E. Jean Carroll judge bench-slaps Trump's attorney, Alina Habba, 14 times over basic lawyering in a single day of testimony. Here are some of my favorite Habba faux pas.
"Elaine's is a very popular restaurant, isn't it," Habba asked Carroll of the celebrity-packed Upper East Side bar where she'd been a regular. "It's not only popular, it's incredibly hard to get into, correct?" Habba asked.
"Ms. Habba," the judge interrupted. "It hasn't existed for years, if I'm not mistaken." Elaine's closed in 2011.
"Correct," Habba answered. "We're talking about the 1990s and '80s." But the judge reminded Habba she'd been speaking about Elaine's in the present tense, including by asking about it being hard to get into.
"That may be on account of it being closed," the judge deadpanned.
"Do you recall this tweet dated June 21, 2019," Habba asked Carroll, saying to her staffers: "Can we please pull it up?"
"It states, 'You're a pathetic, ugly old hag,'" Habba began, reading from the tweet, which was issued soon after the publication of the New York magazine story in which Carroll first publicly accused Trump of raping her in a Manhattan department-store dressing room in the mid-1990s.
Habba was trying to show that the tweet's timing proved Carroll was being harassed by Trump supporters hours before Trump himself attacked her as a liar.
"Your Honor," Carroll's lawyer interrupted. "It's not in evidence."
"Let's take a break right here," the judge said, his voice angry. "What exhibit is this, Ms.

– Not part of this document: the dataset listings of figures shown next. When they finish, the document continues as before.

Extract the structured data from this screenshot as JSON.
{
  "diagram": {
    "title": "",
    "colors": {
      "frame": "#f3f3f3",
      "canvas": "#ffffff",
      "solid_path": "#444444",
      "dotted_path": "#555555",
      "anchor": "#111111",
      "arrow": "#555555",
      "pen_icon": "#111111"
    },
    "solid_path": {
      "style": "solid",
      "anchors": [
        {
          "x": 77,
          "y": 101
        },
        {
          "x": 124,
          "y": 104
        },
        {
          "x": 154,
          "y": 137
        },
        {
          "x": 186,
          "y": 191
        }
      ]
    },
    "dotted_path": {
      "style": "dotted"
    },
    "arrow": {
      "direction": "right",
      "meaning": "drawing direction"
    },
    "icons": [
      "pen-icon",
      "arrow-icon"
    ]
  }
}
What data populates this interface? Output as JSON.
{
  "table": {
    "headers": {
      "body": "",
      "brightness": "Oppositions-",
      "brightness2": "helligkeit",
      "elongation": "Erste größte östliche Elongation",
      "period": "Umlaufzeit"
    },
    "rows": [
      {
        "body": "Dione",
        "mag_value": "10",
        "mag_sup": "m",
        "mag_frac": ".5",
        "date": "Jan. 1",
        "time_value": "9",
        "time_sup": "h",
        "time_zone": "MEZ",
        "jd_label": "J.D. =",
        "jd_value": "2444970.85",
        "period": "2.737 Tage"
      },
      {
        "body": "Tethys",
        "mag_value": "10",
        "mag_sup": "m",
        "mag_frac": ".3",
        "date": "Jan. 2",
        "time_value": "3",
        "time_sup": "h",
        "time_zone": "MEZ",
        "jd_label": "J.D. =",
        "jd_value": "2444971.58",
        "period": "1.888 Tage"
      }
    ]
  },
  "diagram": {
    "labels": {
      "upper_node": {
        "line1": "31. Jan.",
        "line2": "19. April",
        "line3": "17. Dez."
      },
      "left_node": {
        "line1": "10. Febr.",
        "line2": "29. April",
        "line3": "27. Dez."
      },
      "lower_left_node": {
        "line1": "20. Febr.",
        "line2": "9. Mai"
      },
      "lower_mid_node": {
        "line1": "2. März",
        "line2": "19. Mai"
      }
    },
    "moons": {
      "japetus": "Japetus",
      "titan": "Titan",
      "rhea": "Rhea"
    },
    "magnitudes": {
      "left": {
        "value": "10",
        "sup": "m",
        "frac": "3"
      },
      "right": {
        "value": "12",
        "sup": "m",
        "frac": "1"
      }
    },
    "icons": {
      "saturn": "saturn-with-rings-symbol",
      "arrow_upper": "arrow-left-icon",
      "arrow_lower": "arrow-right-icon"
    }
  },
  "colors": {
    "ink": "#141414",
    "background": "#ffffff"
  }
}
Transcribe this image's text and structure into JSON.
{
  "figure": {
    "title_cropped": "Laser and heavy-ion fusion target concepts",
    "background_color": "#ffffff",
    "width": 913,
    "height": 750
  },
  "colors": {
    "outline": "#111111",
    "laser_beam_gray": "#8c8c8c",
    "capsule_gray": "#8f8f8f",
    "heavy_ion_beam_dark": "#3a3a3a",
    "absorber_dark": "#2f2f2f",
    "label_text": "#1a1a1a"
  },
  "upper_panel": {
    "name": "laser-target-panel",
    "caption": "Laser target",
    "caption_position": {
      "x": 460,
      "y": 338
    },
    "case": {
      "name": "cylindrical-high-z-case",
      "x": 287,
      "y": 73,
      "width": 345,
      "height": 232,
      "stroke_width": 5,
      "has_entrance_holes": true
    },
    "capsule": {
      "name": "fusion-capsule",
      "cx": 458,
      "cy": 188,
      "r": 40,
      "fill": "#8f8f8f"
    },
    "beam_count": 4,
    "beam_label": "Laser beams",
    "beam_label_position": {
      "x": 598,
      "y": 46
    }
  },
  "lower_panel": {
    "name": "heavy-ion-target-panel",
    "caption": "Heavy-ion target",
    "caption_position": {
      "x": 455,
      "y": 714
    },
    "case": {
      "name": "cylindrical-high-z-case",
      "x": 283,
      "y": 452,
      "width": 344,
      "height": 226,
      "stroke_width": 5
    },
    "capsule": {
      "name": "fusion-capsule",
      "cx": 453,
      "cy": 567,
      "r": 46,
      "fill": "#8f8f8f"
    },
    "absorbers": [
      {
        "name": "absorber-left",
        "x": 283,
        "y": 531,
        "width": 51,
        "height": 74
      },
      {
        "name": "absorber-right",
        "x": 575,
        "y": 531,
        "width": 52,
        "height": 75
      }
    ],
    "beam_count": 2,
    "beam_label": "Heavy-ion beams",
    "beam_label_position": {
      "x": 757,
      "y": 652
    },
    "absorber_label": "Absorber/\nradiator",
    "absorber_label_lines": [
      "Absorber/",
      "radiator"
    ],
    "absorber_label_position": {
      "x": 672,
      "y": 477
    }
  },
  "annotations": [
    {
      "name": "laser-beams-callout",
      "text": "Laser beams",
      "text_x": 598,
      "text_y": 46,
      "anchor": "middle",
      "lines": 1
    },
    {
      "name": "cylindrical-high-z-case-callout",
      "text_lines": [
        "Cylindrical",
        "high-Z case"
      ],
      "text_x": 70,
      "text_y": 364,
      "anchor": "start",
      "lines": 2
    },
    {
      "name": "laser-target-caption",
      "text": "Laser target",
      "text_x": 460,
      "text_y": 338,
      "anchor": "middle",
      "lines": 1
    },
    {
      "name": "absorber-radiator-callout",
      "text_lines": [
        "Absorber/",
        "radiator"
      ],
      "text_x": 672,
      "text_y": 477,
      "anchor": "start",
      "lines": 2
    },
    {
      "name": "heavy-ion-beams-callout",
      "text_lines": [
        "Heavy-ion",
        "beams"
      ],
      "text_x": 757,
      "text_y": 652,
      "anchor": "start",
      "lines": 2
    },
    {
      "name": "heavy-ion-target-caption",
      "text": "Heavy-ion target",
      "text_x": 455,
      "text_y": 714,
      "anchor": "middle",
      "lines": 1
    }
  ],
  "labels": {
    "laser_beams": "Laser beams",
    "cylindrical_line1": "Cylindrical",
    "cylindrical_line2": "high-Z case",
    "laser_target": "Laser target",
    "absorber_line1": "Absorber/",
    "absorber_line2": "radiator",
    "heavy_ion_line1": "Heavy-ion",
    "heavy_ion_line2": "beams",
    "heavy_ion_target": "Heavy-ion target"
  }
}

Habba?"
But Habba was unable to give him an exhibit number, as, indeed, the tweet was not in evidence.
"I'm trying to get it in, Your Honor. I have to ask about it," Habba told the judge.
"Guess what?" the judge responded, now clearly angry. "You may not read from a document that's not in evidence."
"Sure," Habba responded, sounding angry herself.
The judge called a break, "during which," he told Habba, "you should refresh your memory about how it is you get a document into evidence."
After the break, Habba was reprimanded by the judge for referring to the contents of a document not yet in evidence while questioning Carroll about the same tweet.
"I'm sorry," the judge interrupted Habba. "We're just not going to go into the contents of the documents."
"I'm not," Habba protested.
"Well, you just did," the judge noted. "Your last two questions were precisely that. Yes indeed."
The judge then walked Habba through the proper way to question Carroll about the tweet.
"I recommend that you show it to her and ask her if she recognizes it. And if she does, then you ask her what it is, and she will tell you what kind of document it is, and we'll go from there."
"Fine, Your Honor," Habba answered.
But midway through this process, Habba got hung up again.
"It should be pre-marked" with an exhibit number, the judge scolded of the tweet. "Why don't you do it in the normal way, get it ready overnight, and do it appropriately?"